TURN A BLIND EYE (select images)

Turn A Blind Eye traces the American landscape as a site of inheritance, instability, and reckoning. Moving across deserts, forests, small towns, and coastlines, the series examines what remains when structures endure but belief begins to thin. Photographed across the western United States, the work unfolds as a gradual descent—from architecture toward fire, residue, and absorption—lingering on aftermath rather than spectacle.

The series opens with headlights cutting through darkness, a gesture tied to progress and expansion. As the sequence develops, that momentum falters. Black-and-white images depict mines, roads, grain elevators, and churches—structures linked to extraction and settlement. They persist not as relics but as frameworks, reflecting belief systems that continue to shape the land.

Gradually, those frameworks destabilize. A house leans against a flat horizon; a church stands without its congregation; interiors glow faintly, hollowed rather than inhabited. The work lingers on the moment before collapse. Color enters as consequence. Fire moves across ridgelines; burned structures remain as accumulations rather than singular events. Animals appear as still portraits, complicating distance and introducing a quiet, accusatory presence.

A recurring vocabulary of obstruction—boarded windows, fences, blackened facades—suggests blindness as something incremental. Nothing fully disappears, but visibility is compromised. Water emerges as both force and conclusion. The final images dissolve into atmosphere, tire tracks fading into fog. Movement resolves into trace.

Rather than offering resolution, Turn A Blind Eye situates the viewer within the landscape. Blindness becomes not an absence of sight, but a learned way of seeing without acknowledging.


§ Task instructions: Transcribe each entry exactly as it appears, leaving out any picture it holds.

═════ Material for the task ═════

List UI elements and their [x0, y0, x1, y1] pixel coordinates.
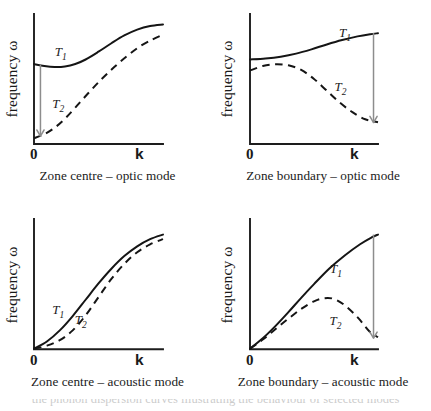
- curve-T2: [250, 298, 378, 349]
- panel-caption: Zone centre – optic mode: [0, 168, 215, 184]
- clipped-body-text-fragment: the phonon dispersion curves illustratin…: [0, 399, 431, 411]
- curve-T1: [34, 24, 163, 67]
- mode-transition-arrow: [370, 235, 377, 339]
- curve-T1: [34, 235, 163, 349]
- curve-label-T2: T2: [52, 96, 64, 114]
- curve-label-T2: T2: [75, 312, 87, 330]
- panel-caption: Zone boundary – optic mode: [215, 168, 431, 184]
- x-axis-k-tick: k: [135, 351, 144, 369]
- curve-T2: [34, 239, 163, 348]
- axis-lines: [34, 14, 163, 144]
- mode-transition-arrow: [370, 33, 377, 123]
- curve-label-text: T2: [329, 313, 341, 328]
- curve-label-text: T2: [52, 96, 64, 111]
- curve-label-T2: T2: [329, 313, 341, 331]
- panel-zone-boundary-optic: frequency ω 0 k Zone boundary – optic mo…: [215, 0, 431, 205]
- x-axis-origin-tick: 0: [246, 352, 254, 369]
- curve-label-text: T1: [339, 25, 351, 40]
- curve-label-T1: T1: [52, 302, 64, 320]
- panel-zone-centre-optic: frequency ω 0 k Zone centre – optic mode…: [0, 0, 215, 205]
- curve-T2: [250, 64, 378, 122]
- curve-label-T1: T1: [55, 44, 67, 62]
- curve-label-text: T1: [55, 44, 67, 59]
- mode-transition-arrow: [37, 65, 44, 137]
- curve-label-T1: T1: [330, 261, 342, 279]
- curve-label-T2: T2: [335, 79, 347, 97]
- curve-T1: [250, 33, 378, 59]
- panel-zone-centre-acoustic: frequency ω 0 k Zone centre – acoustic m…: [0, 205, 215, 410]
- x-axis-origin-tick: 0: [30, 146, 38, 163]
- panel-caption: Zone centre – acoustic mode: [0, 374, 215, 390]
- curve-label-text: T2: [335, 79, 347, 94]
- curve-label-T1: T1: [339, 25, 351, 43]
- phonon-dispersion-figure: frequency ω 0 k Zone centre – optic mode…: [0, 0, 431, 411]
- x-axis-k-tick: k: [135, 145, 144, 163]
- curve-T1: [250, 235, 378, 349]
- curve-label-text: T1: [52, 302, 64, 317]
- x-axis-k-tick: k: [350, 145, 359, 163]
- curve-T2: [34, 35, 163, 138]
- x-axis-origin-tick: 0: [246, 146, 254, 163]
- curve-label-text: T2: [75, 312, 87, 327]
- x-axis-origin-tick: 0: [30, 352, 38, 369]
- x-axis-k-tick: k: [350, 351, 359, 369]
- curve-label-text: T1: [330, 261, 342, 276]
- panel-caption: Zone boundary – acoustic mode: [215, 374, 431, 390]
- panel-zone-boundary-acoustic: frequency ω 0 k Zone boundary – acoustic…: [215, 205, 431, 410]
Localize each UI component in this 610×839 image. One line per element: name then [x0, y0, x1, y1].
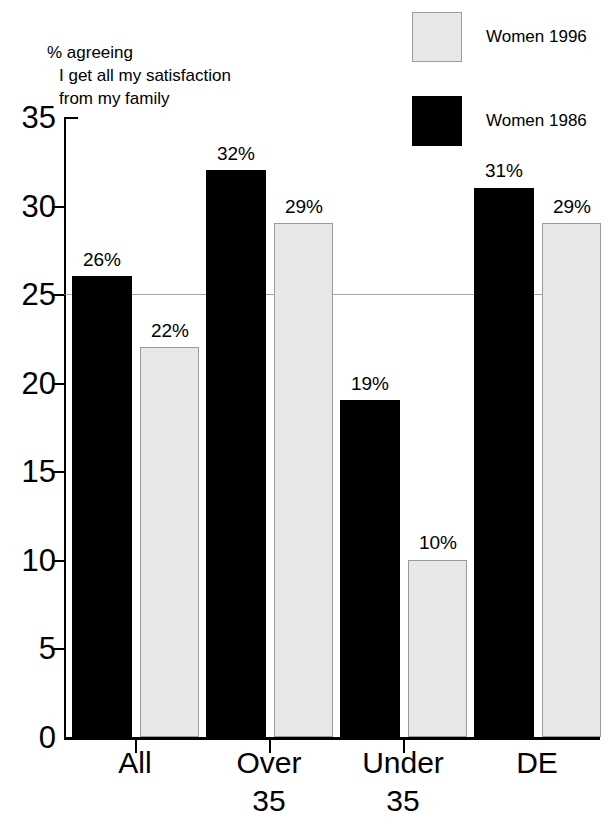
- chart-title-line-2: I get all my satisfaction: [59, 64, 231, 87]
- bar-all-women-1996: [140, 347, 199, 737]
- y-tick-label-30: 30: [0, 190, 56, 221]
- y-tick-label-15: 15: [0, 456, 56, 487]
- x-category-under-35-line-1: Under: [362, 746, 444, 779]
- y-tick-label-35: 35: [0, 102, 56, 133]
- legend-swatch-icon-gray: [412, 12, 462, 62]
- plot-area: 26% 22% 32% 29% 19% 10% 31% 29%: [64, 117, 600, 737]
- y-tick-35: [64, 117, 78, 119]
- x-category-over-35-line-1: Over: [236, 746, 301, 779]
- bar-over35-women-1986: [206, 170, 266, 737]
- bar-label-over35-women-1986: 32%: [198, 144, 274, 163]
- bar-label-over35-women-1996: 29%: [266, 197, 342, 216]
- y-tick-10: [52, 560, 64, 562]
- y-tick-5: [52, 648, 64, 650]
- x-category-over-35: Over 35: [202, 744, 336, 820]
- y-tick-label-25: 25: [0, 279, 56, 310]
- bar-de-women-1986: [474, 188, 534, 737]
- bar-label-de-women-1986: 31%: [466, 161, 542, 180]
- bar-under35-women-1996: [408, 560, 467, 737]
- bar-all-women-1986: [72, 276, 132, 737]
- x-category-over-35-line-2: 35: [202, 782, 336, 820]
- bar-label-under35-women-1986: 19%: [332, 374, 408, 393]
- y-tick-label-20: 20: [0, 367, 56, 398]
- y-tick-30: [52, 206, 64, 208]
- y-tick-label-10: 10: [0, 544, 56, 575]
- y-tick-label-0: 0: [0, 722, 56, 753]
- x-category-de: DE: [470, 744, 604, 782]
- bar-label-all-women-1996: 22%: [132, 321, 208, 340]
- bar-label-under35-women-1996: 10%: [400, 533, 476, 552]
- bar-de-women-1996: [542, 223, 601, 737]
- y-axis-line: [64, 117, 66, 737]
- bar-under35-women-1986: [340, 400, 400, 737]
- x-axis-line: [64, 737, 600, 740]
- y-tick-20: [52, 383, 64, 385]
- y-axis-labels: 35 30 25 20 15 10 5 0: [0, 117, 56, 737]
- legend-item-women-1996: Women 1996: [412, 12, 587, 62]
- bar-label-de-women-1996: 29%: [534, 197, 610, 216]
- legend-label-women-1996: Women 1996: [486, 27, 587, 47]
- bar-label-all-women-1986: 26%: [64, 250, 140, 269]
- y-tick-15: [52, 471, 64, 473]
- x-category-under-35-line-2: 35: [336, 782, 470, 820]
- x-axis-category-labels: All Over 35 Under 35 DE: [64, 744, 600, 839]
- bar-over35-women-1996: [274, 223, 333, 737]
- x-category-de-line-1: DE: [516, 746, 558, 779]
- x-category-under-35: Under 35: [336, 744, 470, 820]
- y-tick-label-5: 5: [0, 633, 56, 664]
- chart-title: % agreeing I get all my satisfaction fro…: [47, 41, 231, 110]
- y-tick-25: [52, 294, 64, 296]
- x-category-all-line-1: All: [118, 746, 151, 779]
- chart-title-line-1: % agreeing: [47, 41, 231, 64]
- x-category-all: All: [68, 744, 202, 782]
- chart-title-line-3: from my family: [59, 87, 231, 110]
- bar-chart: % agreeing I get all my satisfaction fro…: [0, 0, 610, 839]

═════

§ Solution for this task:
List UI elements and their [x0, y0, x1, y1] pixel coordinates.
- curve-T2: [250, 298, 378, 349]
- panel-caption: Zone centre – optic mode: [0, 168, 215, 184]
- clipped-body-text-fragment: the phonon dispersion curves illustratin…: [0, 399, 431, 411]
- curve-T1: [34, 24, 163, 67]
- mode-transition-arrow: [370, 235, 377, 339]
- curve-T1: [34, 235, 163, 349]
- curve-label-T2: T2: [52, 96, 64, 114]
- curve-label-T2: T2: [75, 312, 87, 330]
- panel-caption: Zone boundary – optic mode: [215, 168, 431, 184]
- x-axis-k-tick: k: [135, 351, 144, 369]
- curve-T2: [34, 239, 163, 348]
- axis-lines: [34, 14, 163, 144]
- mode-transition-arrow: [370, 33, 377, 123]
- curve-label-text: T2: [329, 313, 341, 328]
- curve-label-text: T2: [52, 96, 64, 111]
- curve-label-T2: T2: [329, 313, 341, 331]
- panel-zone-boundary-optic: frequency ω 0 k Zone boundary – optic mo…: [215, 0, 431, 205]
- x-axis-origin-tick: 0: [246, 352, 254, 369]
- curve-label-text: T1: [339, 25, 351, 40]
- curve-label-T1: T1: [52, 302, 64, 320]
- panel-zone-centre-optic: frequency ω 0 k Zone centre – optic mode…: [0, 0, 215, 205]
- curve-T2: [250, 64, 378, 122]
- curve-label-T1: T1: [55, 44, 67, 62]
- curve-label-text: T1: [55, 44, 67, 59]
- mode-transition-arrow: [37, 65, 44, 137]
- curve-label-T1: T1: [330, 261, 342, 279]
- curve-label-T2: T2: [335, 79, 347, 97]
- curve-T1: [250, 33, 378, 59]
- panel-zone-centre-acoustic: frequency ω 0 k Zone centre – acoustic m…: [0, 205, 215, 410]
- x-axis-origin-tick: 0: [30, 146, 38, 163]
- panel-caption: Zone centre – acoustic mode: [0, 374, 215, 390]
- curve-label-text: T2: [335, 79, 347, 94]
- curve-label-T1: T1: [339, 25, 351, 43]
- phonon-dispersion-figure: frequency ω 0 k Zone centre – optic mode…: [0, 0, 431, 411]
- x-axis-k-tick: k: [135, 145, 144, 163]
- curve-T1: [250, 235, 378, 349]
- curve-label-text: T1: [52, 302, 64, 317]
- x-axis-k-tick: k: [350, 145, 359, 163]
- curve-T2: [34, 35, 163, 138]
- x-axis-origin-tick: 0: [246, 146, 254, 163]
- curve-label-text: T2: [75, 312, 87, 327]
- x-axis-origin-tick: 0: [30, 352, 38, 369]
- x-axis-k-tick: k: [350, 351, 359, 369]
- curve-label-text: T1: [330, 261, 342, 276]
- panel-caption: Zone boundary – acoustic mode: [215, 374, 431, 390]
- panel-zone-boundary-acoustic: frequency ω 0 k Zone boundary – acoustic…: [215, 205, 431, 410]
Localize each UI component in this 610×839 image. One line per element: name then [x0, y0, x1, y1].
- chart-title-line-2: I get all my satisfaction: [59, 64, 231, 87]
- bar-all-women-1996: [140, 347, 199, 737]
- y-tick-label-30: 30: [0, 190, 56, 221]
- y-tick-label-15: 15: [0, 456, 56, 487]
- x-category-under-35-line-1: Under: [362, 746, 444, 779]
- y-tick-label-35: 35: [0, 102, 56, 133]
- legend-swatch-icon-gray: [412, 12, 462, 62]
- plot-area: 26% 22% 32% 29% 19% 10% 31% 29%: [64, 117, 600, 737]
- y-tick-35: [64, 117, 78, 119]
- x-category-over-35-line-1: Over: [236, 746, 301, 779]
- bar-over35-women-1986: [206, 170, 266, 737]
- bar-label-over35-women-1986: 32%: [198, 144, 274, 163]
- bar-label-over35-women-1996: 29%: [266, 197, 342, 216]
- y-tick-10: [52, 560, 64, 562]
- y-tick-5: [52, 648, 64, 650]
- x-category-over-35: Over 35: [202, 744, 336, 820]
- y-tick-label-25: 25: [0, 279, 56, 310]
- bar-de-women-1986: [474, 188, 534, 737]
- bar-label-de-women-1986: 31%: [466, 161, 542, 180]
- bar-under35-women-1996: [408, 560, 467, 737]
- bar-all-women-1986: [72, 276, 132, 737]
- x-category-over-35-line-2: 35: [202, 782, 336, 820]
- bar-label-under35-women-1986: 19%: [332, 374, 408, 393]
- y-tick-label-20: 20: [0, 367, 56, 398]
- y-tick-30: [52, 206, 64, 208]
- y-tick-label-10: 10: [0, 544, 56, 575]
- y-tick-label-0: 0: [0, 722, 56, 753]
- x-category-de: DE: [470, 744, 604, 782]
- bar-label-all-women-1996: 22%: [132, 321, 208, 340]
- bar-label-under35-women-1996: 10%: [400, 533, 476, 552]
- bar-de-women-1996: [542, 223, 601, 737]
- y-axis-line: [64, 117, 66, 737]
- bar-under35-women-1986: [340, 400, 400, 737]
- x-axis-line: [64, 737, 600, 740]
- y-tick-20: [52, 383, 64, 385]
- y-axis-labels: 35 30 25 20 15 10 5 0: [0, 117, 56, 737]
- legend-item-women-1996: Women 1996: [412, 12, 587, 62]
- bar-label-de-women-1996: 29%: [534, 197, 610, 216]
- legend-label-women-1996: Women 1996: [486, 27, 587, 47]
- bar-label-all-women-1986: 26%: [64, 250, 140, 269]
- y-tick-15: [52, 471, 64, 473]
- x-category-under-35-line-2: 35: [336, 782, 470, 820]
- x-axis-category-labels: All Over 35 Under 35 DE: [64, 744, 600, 839]
- bar-over35-women-1996: [274, 223, 333, 737]
- x-category-de-line-1: DE: [516, 746, 558, 779]
- x-category-under-35: Under 35: [336, 744, 470, 820]
- y-tick-label-5: 5: [0, 633, 56, 664]
- chart-title: % agreeing I get all my satisfaction fro…: [47, 41, 231, 110]
- y-tick-25: [52, 294, 64, 296]
- x-category-all-line-1: All: [118, 746, 151, 779]
- chart-title-line-1: % agreeing: [47, 41, 231, 64]
- x-category-all: All: [68, 744, 202, 782]
- chart-title-line-3: from my family: [59, 87, 231, 110]
- bar-chart: % agreeing I get all my satisfaction fro…: [0, 0, 610, 839]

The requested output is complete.